HL Deb 18 May 1886 vol 305 cc1271-2

Order of the Day for the Second Reading read.

THE SECRETARY FOR SCOTLAND (The Earl of DALHOUSIE)

, in moving that the Bill be read the second time, said, it was intended to remedy certain manifest defects in the working of the Companies Acts in Scotland. Several cases of great injustice had occurred. Speaking generally, the Bill would assimilate the Law of Liquidation in the Companies Act with the Scottish Bankruptcy Law. In England a similar uniformity was brought about at the passing of the Judicature Act in 1875, and this Bill was intended to do for Scotland what that Act had done for England. The measure had been considered by the Faculty of Advocates in Edinburgh and by the highest legal authorities in Scotland, including the Solicitors of the Supreme Court. By all those eminent authorities it had been approved most heartily and unanimously.

Moved, "That the Bill be now read 2a."—(The Earl of Dalhousie.)

LORD WATSON

said, the Bill was urgently required; and he asked the noble Earl to set it down for Committee on an early day, as the few Amendments which he had to propose were already prepared.

Motion agreed to; Bill read 2a accordingly, and committed to a Committee of the Whole House on Thursday next.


Task brief:
As the answer, give a copy of each line below that includes the word "chart".

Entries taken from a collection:
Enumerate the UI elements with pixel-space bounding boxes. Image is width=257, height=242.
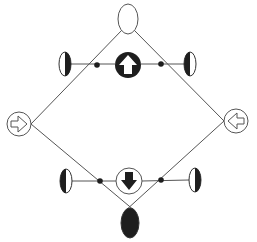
left-arrow-outline-icon xyxy=(224,109,248,133)
dot-top-right-icon xyxy=(158,61,164,67)
half-moon-bottom-right-icon xyxy=(189,168,201,192)
top-ellipse-icon xyxy=(118,4,138,34)
connector-bottom-right xyxy=(142,180,189,181)
diagram-canvas xyxy=(0,0,257,242)
half-moon-top-left-icon xyxy=(59,52,71,76)
dot-top-left-icon xyxy=(94,62,100,68)
down-arrow-icon xyxy=(116,168,142,194)
up-arrow-icon xyxy=(115,52,141,78)
edge-top-right xyxy=(134,30,224,121)
right-arrow-outline-icon xyxy=(7,112,31,136)
half-moon-bottom-left-icon xyxy=(60,169,72,193)
half-moon-top-right-icon xyxy=(184,52,196,76)
dot-bottom-right-icon xyxy=(158,177,164,183)
edge-bottom-right xyxy=(125,121,224,211)
dot-bottom-left-icon xyxy=(97,178,103,184)
edge-top-left xyxy=(31,30,122,124)
diamond-symbol-diagram xyxy=(0,0,257,242)
bottom-ellipse-icon xyxy=(121,208,139,238)
junction-dots xyxy=(94,61,164,184)
edge-bottom-left xyxy=(31,124,135,211)
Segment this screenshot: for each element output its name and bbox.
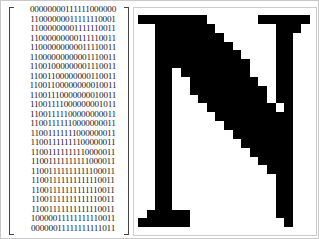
- bitmap-cell: [241, 139, 250, 148]
- bitmap-cell: [215, 139, 224, 148]
- bitmap-cell: [207, 192, 216, 201]
- bitmap-cell: [284, 59, 293, 68]
- bitmap-cell: [198, 210, 207, 219]
- bitmap-cell: [207, 210, 216, 219]
- bitmap-cell: [190, 174, 199, 183]
- bitmap-cell: [190, 218, 199, 227]
- binary-matrix: 0000000011111100000011000000011111110001…: [9, 5, 129, 235]
- bitmap-cell: [250, 174, 259, 183]
- bitmap-cell: [250, 103, 259, 112]
- bitmap-cell: [301, 201, 310, 210]
- bitmap-cell: [172, 24, 181, 33]
- bitmap-cell: [284, 24, 293, 33]
- bitmap-cell: [181, 121, 190, 130]
- bitmap-cell: [207, 183, 216, 192]
- bitmap-cell: [293, 192, 302, 201]
- bitmap-cell: [258, 42, 267, 51]
- bitmap-cell: [215, 121, 224, 130]
- bitmap-cell: [276, 210, 285, 219]
- bitmap-cell: [190, 201, 199, 210]
- bitmap-cell: [233, 201, 242, 210]
- bitmap-cell: [172, 77, 181, 86]
- bitmap-cell: [293, 139, 302, 148]
- bitmap-cell: [250, 68, 259, 77]
- bitmap-cell: [164, 77, 173, 86]
- bitmap-cell: [190, 210, 199, 219]
- bitmap-cell: [301, 42, 310, 51]
- bitmap-cell: [190, 130, 199, 139]
- bitmap-cell: [138, 157, 147, 166]
- bitmap-cell: [198, 130, 207, 139]
- bitmap-cell: [233, 183, 242, 192]
- bitmap-cell: [250, 210, 259, 219]
- bitmap-cell: [207, 68, 216, 77]
- bitmap-cell: [172, 121, 181, 130]
- bitmap-cell: [224, 103, 233, 112]
- bitmap-cell: [190, 77, 199, 86]
- bitmap-cell: [224, 201, 233, 210]
- bitmap-cell: [284, 139, 293, 148]
- bitmap-cell: [293, 157, 302, 166]
- bitmap-cell: [164, 165, 173, 174]
- bitmap-cell: [293, 59, 302, 68]
- bitmap-cell: [172, 201, 181, 210]
- bitmap-cell: [284, 210, 293, 219]
- bitmap-glyph-panel: [133, 7, 317, 236]
- bitmap-cell: [241, 174, 250, 183]
- bitmap-cell: [181, 77, 190, 86]
- bitmap-cell: [267, 201, 276, 210]
- bitmap-cell: [224, 86, 233, 95]
- bitmap-cell: [190, 165, 199, 174]
- bitmap-cell: [258, 95, 267, 104]
- bitmap-cell: [172, 15, 181, 24]
- bitmap-cell: [181, 201, 190, 210]
- bitmap-cell: [258, 218, 267, 227]
- bitmap-cell: [207, 121, 216, 130]
- bitmap-cell: [172, 165, 181, 174]
- bitmap-cell: [224, 165, 233, 174]
- bitmap-cell: [138, 42, 147, 51]
- bitmap-cell: [155, 183, 164, 192]
- bitmap-cell: [198, 77, 207, 86]
- bitmap-cell: [155, 68, 164, 77]
- bitmap-cell: [181, 15, 190, 24]
- bitmap-cell: [258, 192, 267, 201]
- bitmap-cell: [258, 210, 267, 219]
- bitmap-cell: [207, 50, 216, 59]
- bitmap-cell: [276, 201, 285, 210]
- bitmap-cell: [241, 201, 250, 210]
- bitmap-cell: [155, 112, 164, 121]
- bitmap-cell: [215, 33, 224, 42]
- bitmap-cell: [138, 77, 147, 86]
- bitmap-cell: [172, 50, 181, 59]
- bitmap-cell: [147, 165, 156, 174]
- bitmap-cell: [284, 95, 293, 104]
- bitmap-cell: [284, 112, 293, 121]
- bitmap-cell: [241, 95, 250, 104]
- bitmap-cell: [284, 15, 293, 24]
- bitmap-cell: [250, 121, 259, 130]
- bitmap-cell: [258, 86, 267, 95]
- bitmap-cell: [215, 201, 224, 210]
- bitmap-cell: [215, 165, 224, 174]
- bitmap-cell: [233, 68, 242, 77]
- bitmap-cell: [293, 210, 302, 219]
- bitmap-cell: [207, 139, 216, 148]
- bitmap-cell: [241, 183, 250, 192]
- bitmap-cell: [250, 201, 259, 210]
- bitmap-cell: [155, 192, 164, 201]
- bitmap-cell: [172, 157, 181, 166]
- bitmap-cell: [258, 174, 267, 183]
- bitmap-cell: [138, 174, 147, 183]
- bitmap-cell: [293, 42, 302, 51]
- bitmap-cell: [293, 112, 302, 121]
- bitmap-cell: [198, 183, 207, 192]
- bitmap-cell: [284, 86, 293, 95]
- bitmap-cell: [207, 77, 216, 86]
- bitmap-cell: [181, 148, 190, 157]
- bitmap-cell: [224, 59, 233, 68]
- bitmap-cell: [301, 95, 310, 104]
- bitmap-cell: [207, 218, 216, 227]
- bitmap-cell: [147, 33, 156, 42]
- bitmap-cell: [258, 157, 267, 166]
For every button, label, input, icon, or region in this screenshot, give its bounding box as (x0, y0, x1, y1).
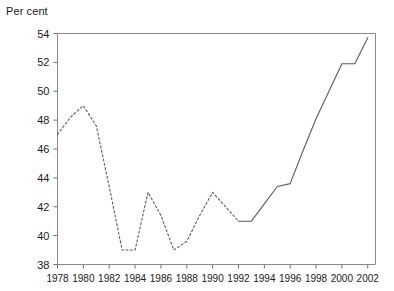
x-tick-label: 1998 (305, 273, 328, 284)
y-tick-label: 46 (37, 143, 49, 155)
y-tick-label: 44 (37, 172, 49, 184)
x-tick-label: 1986 (150, 273, 173, 284)
x-tick-label: 1988 (176, 273, 199, 284)
y-tick-label: 42 (37, 201, 49, 213)
x-tick-label: 1990 (201, 273, 224, 284)
x-tick-label: 1978 (46, 273, 69, 284)
y-tick-label: 48 (37, 114, 49, 126)
x-tick-label: 1984 (124, 273, 147, 284)
x-tick-label: 1992 (227, 273, 250, 284)
x-tick-label: 2002 (357, 273, 380, 284)
x-tick-label: 1980 (72, 273, 95, 284)
y-tick-label: 52 (37, 56, 49, 68)
x-axis-ticks: 1978198019821984198619881990199219941996… (46, 265, 379, 284)
x-tick-label: 2000 (331, 273, 354, 284)
y-tick-label: 40 (37, 230, 49, 242)
y-tick-label: 38 (37, 259, 49, 271)
plot-frame (58, 34, 376, 265)
data-series-group (58, 38, 368, 250)
series-line-1 (58, 106, 239, 250)
x-tick-label: 1994 (253, 273, 276, 284)
series-line-2 (238, 38, 367, 221)
x-tick-label: 1996 (279, 273, 302, 284)
x-tick-label: 1982 (98, 273, 121, 284)
y-tick-label: 54 (37, 28, 49, 40)
chart-plot-svg: 384042444648505254 197819801982198419861… (0, 0, 394, 291)
y-axis-ticks: 384042444648505254 (37, 28, 57, 271)
plot-border (58, 34, 376, 265)
chart-figure: Per cent 384042444648505254 197819801982… (0, 0, 394, 291)
y-tick-label: 50 (37, 85, 49, 97)
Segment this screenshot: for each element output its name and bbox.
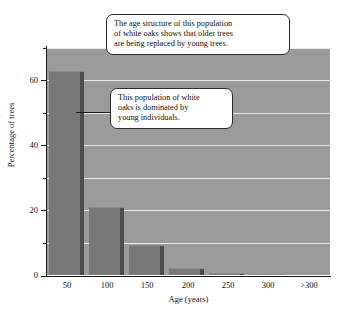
y-axis-title: Percentage of trees <box>6 70 16 200</box>
bar-top <box>249 274 284 275</box>
bar-top <box>49 71 84 72</box>
y-tick-minor-30 <box>43 178 47 179</box>
y-tick-label-20: 20 <box>16 206 38 214</box>
bar-100 <box>89 207 124 275</box>
bar-side <box>120 207 124 275</box>
callout-age-structure: The age structure of this population of … <box>106 14 290 55</box>
x-axis-line <box>46 276 331 277</box>
bar-face <box>49 71 84 275</box>
x-tick-label-100: 100 <box>87 280 127 290</box>
bar-side <box>80 71 84 275</box>
y-tick-minor-50 <box>43 113 47 114</box>
y-tick-label-60: 60 <box>16 76 38 84</box>
bar-face <box>129 245 164 275</box>
bar-side <box>160 245 164 275</box>
gridline-60 <box>47 80 330 81</box>
x-tick-label-over-300: >300 <box>289 280 329 290</box>
bar-top <box>209 273 244 274</box>
y-tick-major-40 <box>41 145 47 146</box>
y-tick-label-20-wrap: 20 <box>12 206 38 215</box>
gridline-30 <box>47 178 330 179</box>
bar-side <box>200 268 204 275</box>
bar-300 <box>249 274 284 275</box>
callout-young-dominated-line-1: This population of white <box>118 93 226 103</box>
y-tick-major-20 <box>41 210 47 211</box>
x-tick-label-250: 250 <box>208 280 248 290</box>
callout-leader-line <box>76 112 112 113</box>
x-tick-label-200: 200 <box>168 280 208 290</box>
x-tick-label-150: 150 <box>127 280 167 290</box>
figure: 60 40 20 0 Percentage of trees 50 100 15… <box>0 0 338 322</box>
callout-young-dominated-line-3: young individuals. <box>118 113 226 123</box>
bar-top <box>129 245 164 246</box>
bar-50 <box>49 71 84 275</box>
y-tick-major-60 <box>41 80 47 81</box>
bar-face <box>89 207 124 275</box>
x-tick-label-300: 300 <box>248 280 288 290</box>
y-tick-label-0-wrap: 0 <box>12 271 38 280</box>
callout-young-dominated-line-2: oaks is dominated by <box>118 103 226 113</box>
bar-200 <box>169 268 204 275</box>
y-tick-minor-70 <box>43 48 47 49</box>
bar-top <box>169 268 204 269</box>
x-tick-label-50: 50 <box>47 280 87 290</box>
plot-area <box>47 48 330 275</box>
y-tick-minor-10 <box>43 243 47 244</box>
y-tick-label-40: 40 <box>16 141 38 149</box>
gridline-40 <box>47 145 330 146</box>
bar-face <box>169 268 204 275</box>
callout-age-structure-line-2: of white oaks shows that older trees <box>114 29 283 39</box>
y-tick-major-0 <box>41 276 47 277</box>
y-tick-label-0: 0 <box>16 271 38 279</box>
bar-top <box>89 207 124 208</box>
callout-young-dominated: This population of white oaks is dominat… <box>110 88 233 129</box>
bar-150 <box>129 245 164 275</box>
callout-age-structure-line-1: The age structure of this population <box>114 19 283 29</box>
bar-250 <box>209 273 244 275</box>
callout-age-structure-line-3: are being replaced by young trees. <box>114 39 283 49</box>
x-axis-title: Age (years) <box>47 294 330 304</box>
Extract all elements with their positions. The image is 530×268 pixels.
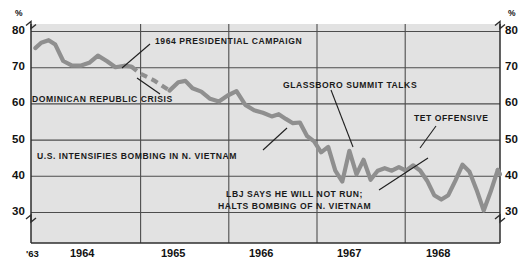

Reply:
chart-plot-svg: 384042444648505254 197819801982198419861… (0, 0, 394, 291)
chart-figure: Per cent 384042444648505254 197819801982… (0, 0, 394, 291)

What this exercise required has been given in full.